Trump kept secret his positive COVID test in 2020 and endangered others
President Donald Trump willfully deceived the American people about the pandemic, the gravest public health catastrophe in a century. He knew the coronavirus was highly transmissible early on, but concealed it. He wrongly claimed that rising case numbers resulted from more diagnostic testing. He made a false assertion that doctors were inflating the death toll from covid-19 to “get more money.” There were so many other deceptions.
Now we learn he was hiding one more big and dangerous secret. Three days before a presidential debate, Trump knew but did not say he had tested positive for the coronavirus. Instead, he carried on his campaign and presidential schedule, endangering all those with whom he came in contact.

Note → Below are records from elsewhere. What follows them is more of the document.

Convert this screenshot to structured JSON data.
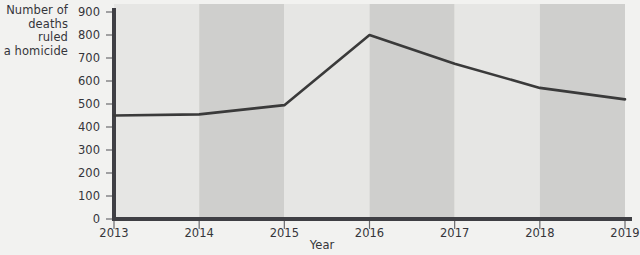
{
  "chart_data": {
    "type": "line",
    "title": "",
    "xlabel": "Year",
    "ylabel": "Number of deaths ruled a homicide",
    "ylabel_lines": [
      "Number of",
      "deaths ruled",
      "a homicide"
    ],
    "categories": [
      "2013",
      "2014",
      "2015",
      "2016",
      "2017",
      "2018",
      "2019"
    ],
    "x": [
      2013,
      2014,
      2015,
      2016,
      2017,
      2018,
      2019
    ],
    "values": [
      450,
      455,
      495,
      800,
      675,
      570,
      520
    ],
    "series": [
      {
        "name": "Number of deaths ruled a homicide",
        "values": [
          450,
          455,
          495,
          800,
          675,
          570,
          520
        ]
      }
    ],
    "ylim": [
      0,
      900
    ],
    "xlim": [
      2013,
      2019
    ],
    "ytick_labels": [
      "0",
      "100",
      "200",
      "300",
      "400",
      "500",
      "600",
      "700",
      "800",
      "900"
    ],
    "ytick_values": [
      0,
      100,
      200,
      300,
      400,
      500,
      600,
      700,
      800,
      900
    ],
    "grid": false,
    "legend": "none",
    "band_shading": "alternating vertical bands per year interval",
    "colors": {
      "line": "#3a3a3a",
      "axis": "#3f3f44",
      "band_light": "#e6e6e4",
      "band_dark": "#cfcfcd",
      "background": "#f2f2f0",
      "text": "#35353a"
    }
  }
}
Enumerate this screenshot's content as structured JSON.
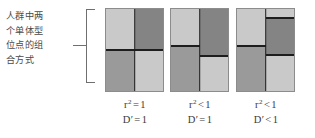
{
  "figure": {
    "caption": "人群中两\n个单体型\n位点的组\n合方式",
    "bracket_name": "grouping-bracket",
    "colors": {
      "light": "#c9c9c9",
      "dark": "#848484",
      "mid": "#9a9a9a",
      "divider": "#1d1d1d",
      "outline": "#8c8c8c",
      "text": "#3a3a3a",
      "caption_text": "#4a4a4a"
    },
    "blocks": [
      {
        "id": "block-1",
        "name": "haplotype-block-1",
        "left_column": [
          {
            "shade": "light",
            "fraction": 50
          },
          {
            "shade": "mid",
            "fraction": 50
          }
        ],
        "right_column": [
          {
            "shade": "dark",
            "fraction": 50
          },
          {
            "shade": "light",
            "fraction": 50
          }
        ]
      },
      {
        "id": "block-2",
        "name": "haplotype-block-2",
        "left_column": [
          {
            "shade": "light",
            "fraction": 45
          },
          {
            "shade": "mid",
            "fraction": 55
          }
        ],
        "right_column": [
          {
            "shade": "dark",
            "fraction": 57
          },
          {
            "shade": "light",
            "fraction": 43
          }
        ]
      },
      {
        "id": "block-3",
        "name": "haplotype-block-3",
        "left_column": [
          {
            "shade": "light",
            "fraction": 45
          },
          {
            "shade": "mid",
            "fraction": 55
          }
        ],
        "right_column": [
          {
            "shade": "light",
            "fraction": 11
          },
          {
            "shade": "dark",
            "fraction": 45
          },
          {
            "shade": "light",
            "fraction": 44
          }
        ]
      }
    ],
    "labels": [
      {
        "id": "label-1",
        "name": "stat-label-1",
        "r2_symbol": "r",
        "r2_exponent": "2",
        "r2_operator": "=",
        "r2_value": "1",
        "d_symbol": "D′",
        "d_operator": "=",
        "d_value": "1"
      },
      {
        "id": "label-2",
        "name": "stat-label-2",
        "r2_symbol": "r",
        "r2_exponent": "2",
        "r2_operator": "<",
        "r2_value": "1",
        "d_symbol": "D′",
        "d_operator": "=",
        "d_value": "1"
      },
      {
        "id": "label-3",
        "name": "stat-label-3",
        "r2_symbol": "r",
        "r2_exponent": "2",
        "r2_operator": "<",
        "r2_value": "1",
        "d_symbol": "D′",
        "d_operator": "<",
        "d_value": "1"
      }
    ]
  }
}
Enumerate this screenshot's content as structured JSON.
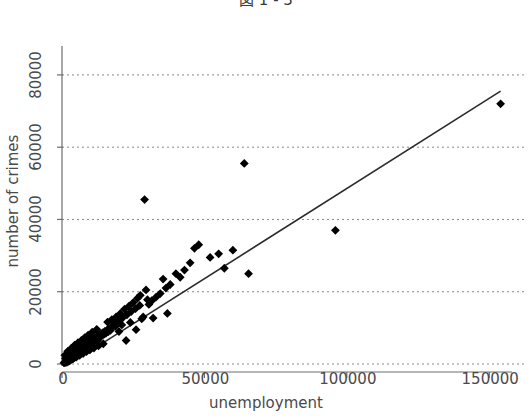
{
  "chart_data": {
    "type": "scatter",
    "title": "図 1 - 3",
    "xlabel": "unemployment",
    "ylabel": "number of crimes",
    "xlim": [
      0,
      158000
    ],
    "ylim": [
      0,
      88000
    ],
    "xticks": [
      0,
      50000,
      100000,
      150000
    ],
    "xtick_labels": [
      "0",
      "50000",
      "100000",
      "150000"
    ],
    "yticks": [
      0,
      20000,
      40000,
      60000,
      80000
    ],
    "ytick_labels": [
      "0",
      "20000",
      "40000",
      "60000",
      "80000"
    ],
    "grid": "horizontal-dotted",
    "legend": null,
    "marker": "filled-diamond",
    "marker_color": "#000000",
    "trendline": {
      "label": "linear fit",
      "color": "#2b2b2b",
      "x": [
        1500,
        154000
      ],
      "y": [
        -600,
        75500
      ]
    },
    "points": [
      [
        700,
        300
      ],
      [
        900,
        500
      ],
      [
        1100,
        400
      ],
      [
        1300,
        700
      ],
      [
        1500,
        600
      ],
      [
        1700,
        900
      ],
      [
        1900,
        800
      ],
      [
        2100,
        1200
      ],
      [
        2300,
        1000
      ],
      [
        2500,
        1400
      ],
      [
        2700,
        1100
      ],
      [
        2900,
        1600
      ],
      [
        3100,
        1300
      ],
      [
        3300,
        1800
      ],
      [
        3500,
        1500
      ],
      [
        3700,
        2100
      ],
      [
        3900,
        1700
      ],
      [
        4100,
        2300
      ],
      [
        4300,
        2000
      ],
      [
        4500,
        2600
      ],
      [
        4700,
        2200
      ],
      [
        4900,
        2900
      ],
      [
        5100,
        2500
      ],
      [
        5300,
        3100
      ],
      [
        5500,
        2700
      ],
      [
        5700,
        3400
      ],
      [
        5900,
        3000
      ],
      [
        6100,
        3700
      ],
      [
        6300,
        3200
      ],
      [
        6500,
        3900
      ],
      [
        6700,
        3500
      ],
      [
        6900,
        4200
      ],
      [
        7100,
        3800
      ],
      [
        7300,
        4500
      ],
      [
        7500,
        4000
      ],
      [
        7700,
        4800
      ],
      [
        7900,
        4300
      ],
      [
        8100,
        5100
      ],
      [
        8300,
        4600
      ],
      [
        8500,
        5400
      ],
      [
        8700,
        4900
      ],
      [
        8900,
        5700
      ],
      [
        9100,
        5200
      ],
      [
        9300,
        6000
      ],
      [
        9500,
        5500
      ],
      [
        9700,
        6300
      ],
      [
        9900,
        5800
      ],
      [
        10200,
        6600
      ],
      [
        10500,
        6100
      ],
      [
        10800,
        6900
      ],
      [
        11100,
        6400
      ],
      [
        11400,
        7200
      ],
      [
        11700,
        6700
      ],
      [
        12000,
        7500
      ],
      [
        12300,
        7000
      ],
      [
        12600,
        7800
      ],
      [
        12900,
        7300
      ],
      [
        13200,
        8100
      ],
      [
        13500,
        7600
      ],
      [
        13800,
        8400
      ],
      [
        14100,
        7900
      ],
      [
        14400,
        8700
      ],
      [
        14700,
        8200
      ],
      [
        15000,
        9000
      ],
      [
        15400,
        8500
      ],
      [
        15800,
        9400
      ],
      [
        16200,
        8900
      ],
      [
        16600,
        9800
      ],
      [
        17000,
        9300
      ],
      [
        17400,
        10200
      ],
      [
        1200,
        1500
      ],
      [
        1800,
        2200
      ],
      [
        2400,
        1900
      ],
      [
        3000,
        2800
      ],
      [
        3600,
        2400
      ],
      [
        4200,
        3300
      ],
      [
        4800,
        3000
      ],
      [
        5400,
        3900
      ],
      [
        6000,
        3600
      ],
      [
        6600,
        4500
      ],
      [
        7200,
        4100
      ],
      [
        7800,
        5000
      ],
      [
        8400,
        4700
      ],
      [
        9000,
        5600
      ],
      [
        9600,
        5300
      ],
      [
        10300,
        6200
      ],
      [
        11000,
        5900
      ],
      [
        11800,
        6800
      ],
      [
        12500,
        6500
      ],
      [
        13300,
        7400
      ],
      [
        1000,
        2400
      ],
      [
        2000,
        3500
      ],
      [
        3200,
        4300
      ],
      [
        4400,
        5200
      ],
      [
        5600,
        5900
      ],
      [
        6800,
        6500
      ],
      [
        8000,
        7300
      ],
      [
        9200,
        8000
      ],
      [
        10600,
        8800
      ],
      [
        12200,
        9600
      ],
      [
        2600,
        900
      ],
      [
        3800,
        1400
      ],
      [
        5000,
        1900
      ],
      [
        6200,
        2400
      ],
      [
        7400,
        2900
      ],
      [
        8600,
        3400
      ],
      [
        9800,
        3900
      ],
      [
        11200,
        4400
      ],
      [
        12800,
        5000
      ],
      [
        14500,
        5600
      ],
      [
        16000,
        11600
      ],
      [
        17500,
        12300
      ],
      [
        18200,
        11000
      ],
      [
        19000,
        13000
      ],
      [
        19800,
        12000
      ],
      [
        20500,
        14000
      ],
      [
        21300,
        12800
      ],
      [
        22000,
        15200
      ],
      [
        22800,
        13600
      ],
      [
        23500,
        16000
      ],
      [
        24300,
        14500
      ],
      [
        25000,
        17000
      ],
      [
        25800,
        15300
      ],
      [
        26500,
        18200
      ],
      [
        27300,
        16200
      ],
      [
        24000,
        11500
      ],
      [
        26000,
        9500
      ],
      [
        28000,
        12500
      ],
      [
        29500,
        20500
      ],
      [
        30500,
        16500
      ],
      [
        22500,
        6500
      ],
      [
        27500,
        19000
      ],
      [
        31500,
        17500
      ],
      [
        33000,
        18500
      ],
      [
        34500,
        19500
      ],
      [
        28500,
        13000
      ],
      [
        32000,
        12700
      ],
      [
        35500,
        23500
      ],
      [
        36500,
        21000
      ],
      [
        38000,
        22000
      ],
      [
        30000,
        17800
      ],
      [
        37000,
        14000
      ],
      [
        40000,
        25000
      ],
      [
        41500,
        24000
      ],
      [
        43000,
        26000
      ],
      [
        45000,
        28000
      ],
      [
        46500,
        32000
      ],
      [
        48000,
        33000
      ],
      [
        52000,
        29500
      ],
      [
        55000,
        30500
      ],
      [
        57000,
        26500
      ],
      [
        60000,
        31500
      ],
      [
        64000,
        55500
      ],
      [
        65500,
        25000
      ],
      [
        96000,
        37000
      ],
      [
        154000,
        72000
      ],
      [
        29000,
        45500
      ],
      [
        18700,
        10400
      ],
      [
        20000,
        9000
      ],
      [
        21000,
        10800
      ]
    ]
  }
}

The disclosure is in a new book by Trump’s then-chief of staff, Mark Meadows. According to the Guardian newspaper’s summary of the book and multiple former Trump aides, as reported by The Post, Trump tested positive just before departing for a campaign event in Pennsylvania on Sept. 26, six days before he was hospitalized at Walter Reed National Military Medical Center for covid-19. The White House decided to retest Trump’s sample using Abbott’s rapid antigen test, Binax, which produced a negative result. A spokesman for Meadows said the first test was a false positive, but what kind of test was carried out initially has not been disclosed. Trump called Meadows’s claim “Fake News.”
Meadows wrote that he “instructed everyone” in Trump’s immediate circle “to treat him as if he were positive.” If Trump even thought it possible he might be positive - and he should have - he had a clear obligation to tell those around him, not to mention the American people who have an interest in his health as chief executive. But Meadows wrote that after the second test Trump thought he had “full permission to press on as if nothing had happened.” At least six people who had close interactions with him starting Sept. 26 later tested positive, including first lady Melania Trump.
It is not known exactly when the first test was done, but on Sept. 26, Trump hosted a Rose Garden ceremony for his nominee to the Supreme Court,
Amy Coney Barrett, including a largely maskless indoor reception. On Sept. 27, Trump attended a White House event with Gold Star families, later noting they often wanted to embrace him, and suggesting that one of them may have infected him. On Sept. 29, Trump faced off against Democratic nominee Joe Biden in a debate at the Health Education Campus of Case Western Reserve University and Cleveland Clinic, which had relied on a honor system that both candidates and their teams had tested negative. Trump appears to have abused their trust, and potentially endangered Biden, moderator Chris Wallace and others. Trump announced that he had tested positive on Twitter at 1 a.m. on Oct. 2 and was hospitalized later that day.
When recovering from covid, Trump reportedly said he wanted to emerge from the hospital wearing a Superman Tshirt. Perfect: a big “S” for superspreader.